Flex+Java EE what is it good for?
Ok so sorry for being, I guess, a bit off topic but still I think this is the best place to ask. My new semester just started (don't worry I won't ask you to do my homework) and this time we have a rather cool subject about www programming in general where we have to do a web service, web abb - whatever as long as it's "web". Here's the problem though, my team and I want to do it with Flex and Java EE but we don't have much experience about what are they actually used for. I mean we know you can do virtually anything with it, but we don't really want to lose time on doing something useless. My first idea was to do a "brainstorming" 3D room/service - a place where people could log in have a video conference, a whiteboard, a place to upload pictures everyone could see, some toolbars for google, youtube etc. plus some other features which would make real-time brainstorming easy when you 开发者_StackOverflow社区can't get everyone in one place. But is Flex+Java EE really suitable? I mean I'm 99% sure it's doable but is it really worth doing it in Flex+Java EE or was the whole purpose of Java EE completely different?
@EDIT: well this was only one of our ideas obviously. I do know the basics of JSP, Servlets, JPA etc. of course but yeah the main goal of this project is to get some actual experience. The problem is we don't really know is it worth doing something like let's say a social network (something like extended facebook) for gamers (doesn't really matter if it already exists) in Java EE or would it only look ridiculous (because PHP or whatever would be a far better choice)? Bottom line is that we are wondering are only large scale applications (for banks etc.) written in Java EE or is it good for anything (even the smaller projects)?
Adobe Connect has many of the features you describe above and was built using Flex and a Java-based backend. The biggest challenge in a real-time collaboration app such as Connect is that each user needs a way to get frequent notifications of what other users are doing. You really can't get away with polling the server every 5 or 10 seconds because the app won't be responsive enough. For this reason technologies like AJAX's "Comet" or Adobe's BlazeDS / LivecycleDS messaging have emerged. BlazeDS runs on top of Java and has a data push feature that should be sufficient for a school project; its limitations are that it is HTTP-based and has trouble scaling to large numbers of users on a single server.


Prompt: Your reply should hold every record exactly as given, with no pictures in it.

Task data:
________

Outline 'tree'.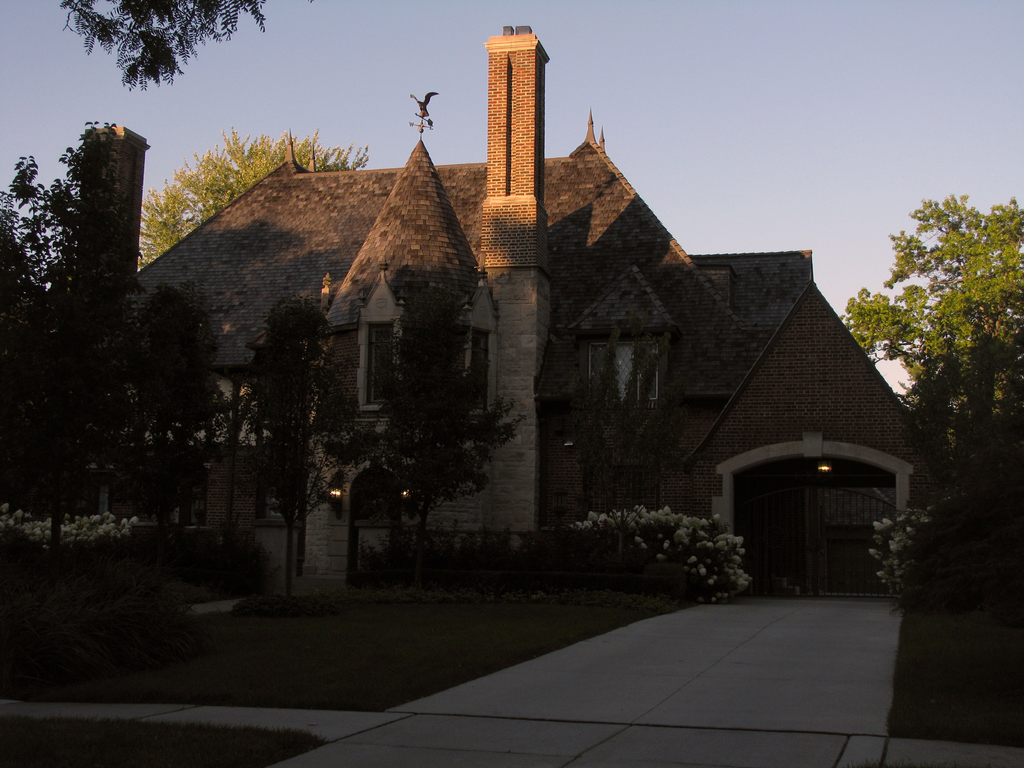
Outline: (845,203,1023,451).
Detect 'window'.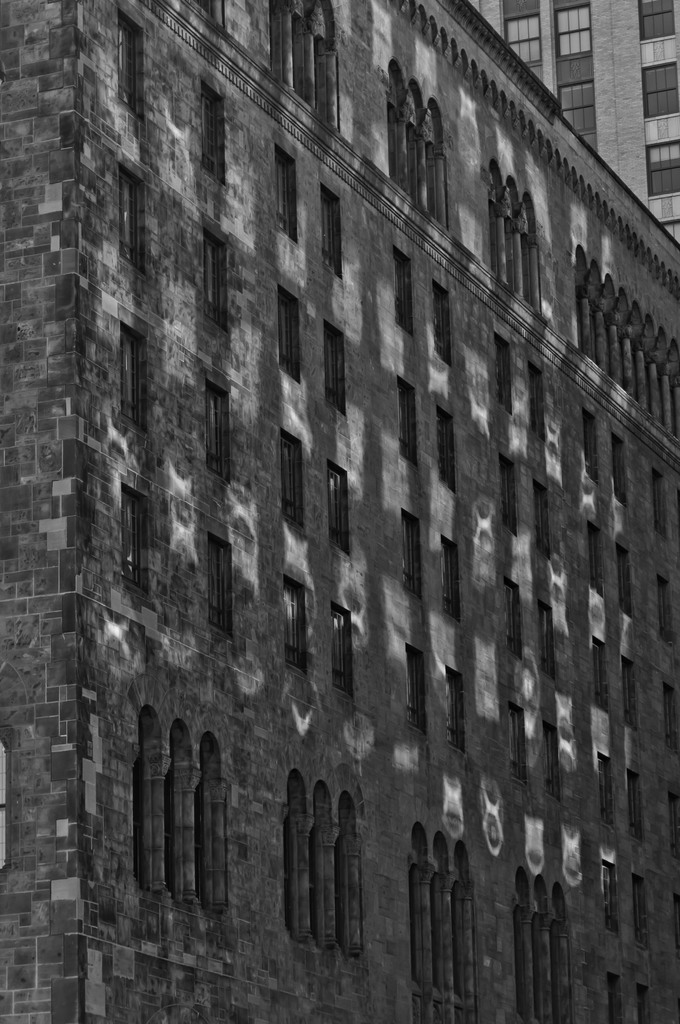
Detected at select_region(553, 3, 597, 58).
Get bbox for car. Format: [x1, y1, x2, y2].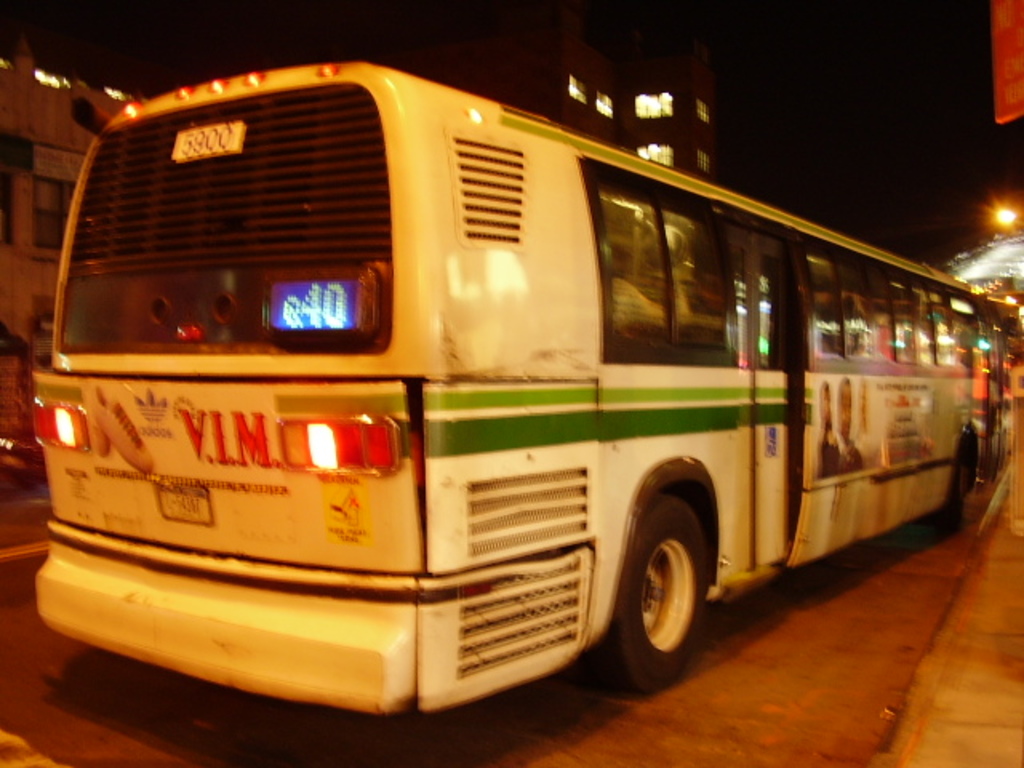
[0, 430, 43, 501].
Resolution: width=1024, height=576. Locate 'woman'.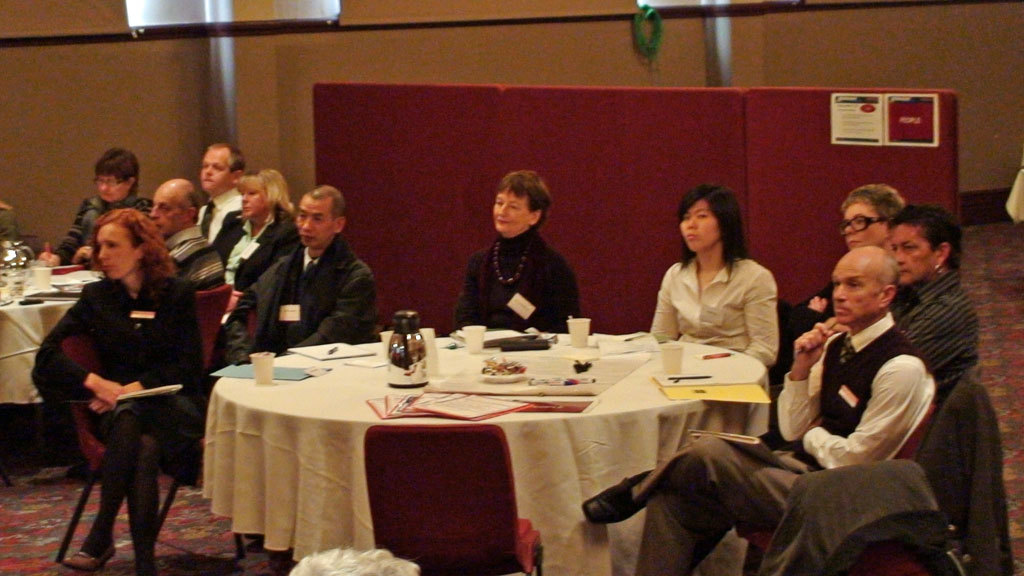
206/169/302/294.
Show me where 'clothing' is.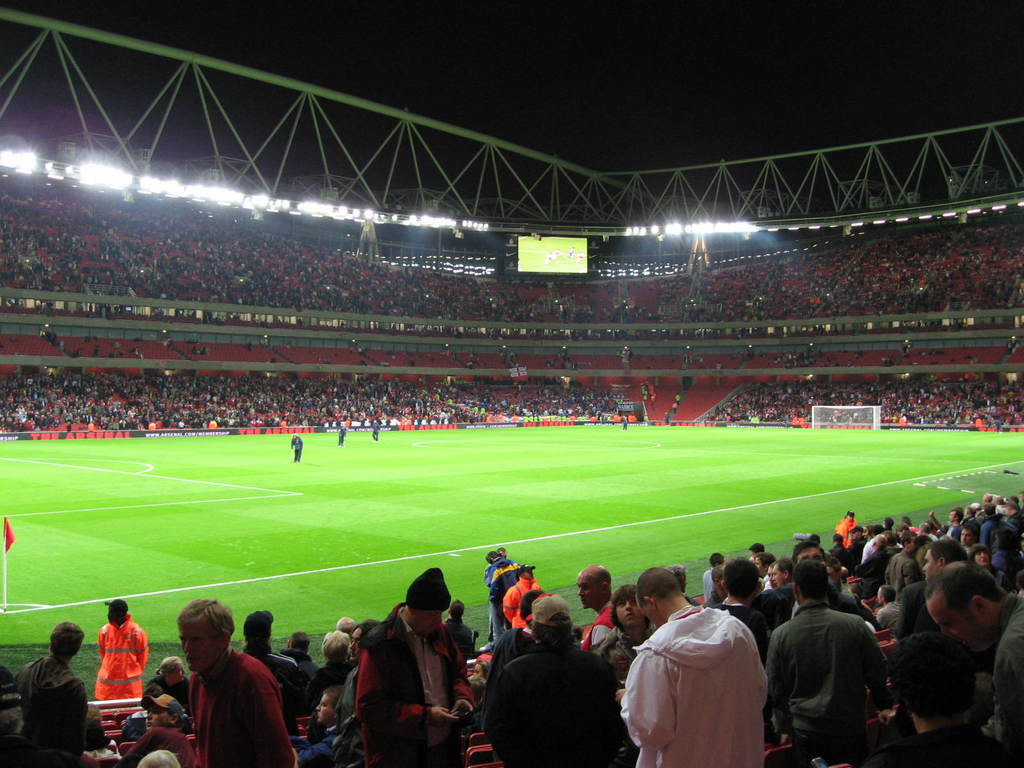
'clothing' is at <box>488,625,623,766</box>.
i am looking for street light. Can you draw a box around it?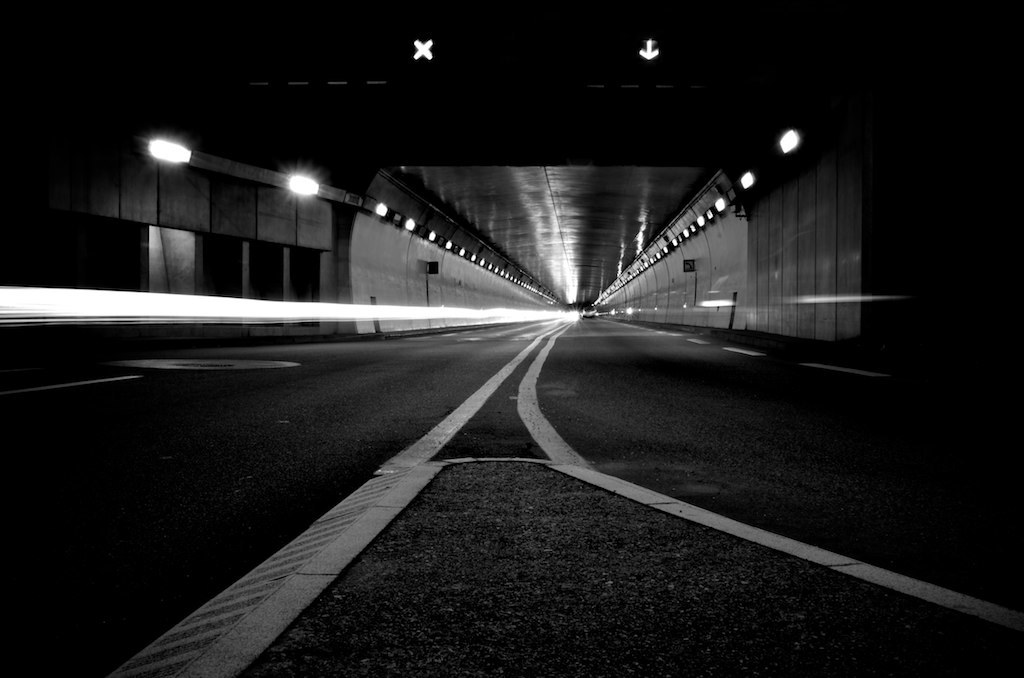
Sure, the bounding box is [690,222,696,235].
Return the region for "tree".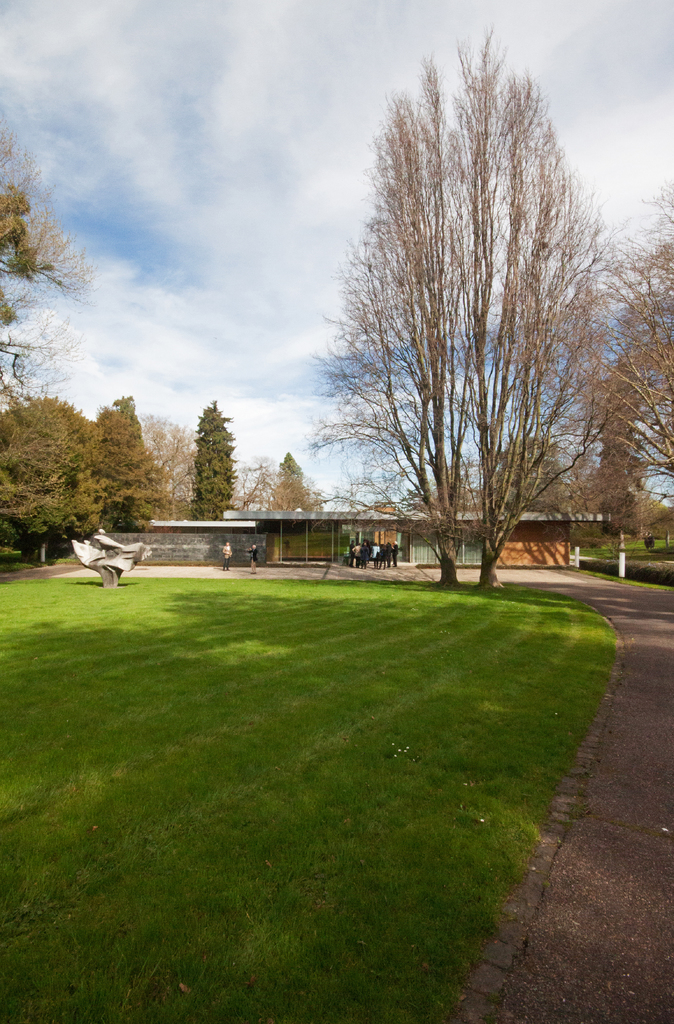
[110, 385, 144, 431].
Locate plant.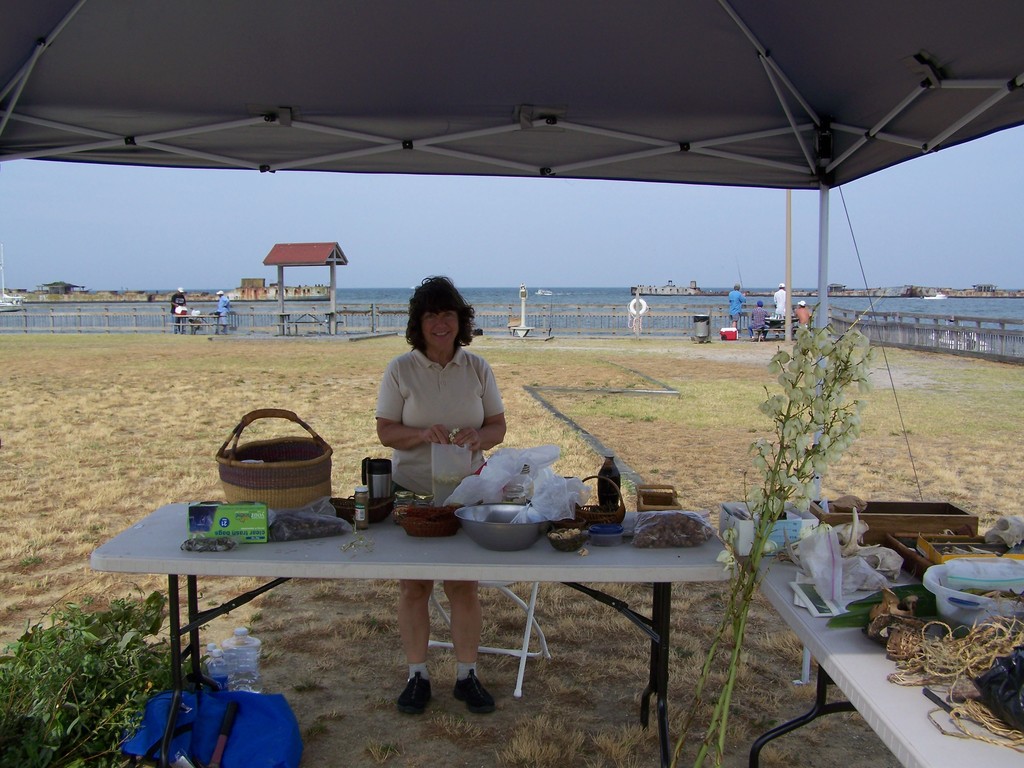
Bounding box: BBox(664, 309, 872, 767).
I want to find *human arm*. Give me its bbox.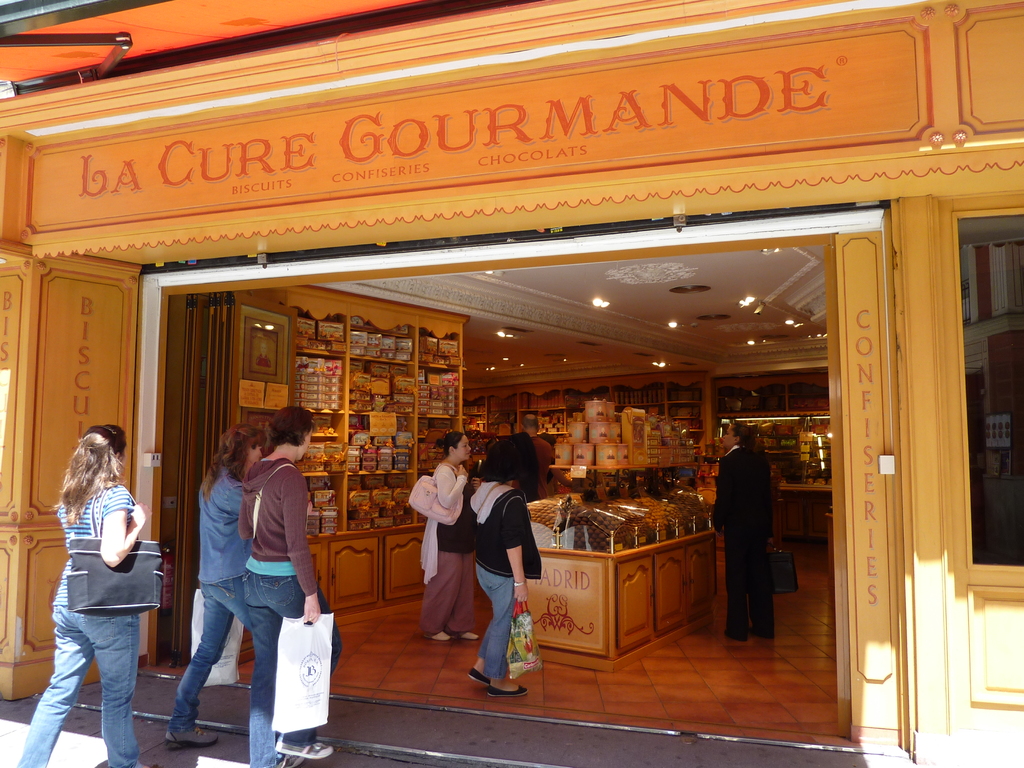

________

Answer below:
Outline 'tree'.
Outline: (845,203,1023,451).
Detect 'window'.
Detected at select_region(553, 3, 597, 58).
Get bbox for car. Format: [x1, y1, x2, y2].
[0, 430, 43, 501].
Resolution: width=1024, height=576. Locate 'woman'.
206/169/302/294.
Show me where 'clothing' is.
'clothing' is at <box>488,625,623,766</box>.
i am looking for street light. Can you draw a box around it?
Sure, the bounding box is [690,222,696,235].
Return the region for "tree".
[110, 385, 144, 431].
Locate plant.
Bounding box: BBox(664, 309, 872, 767).
I want to find *human arm*. Give me its bbox.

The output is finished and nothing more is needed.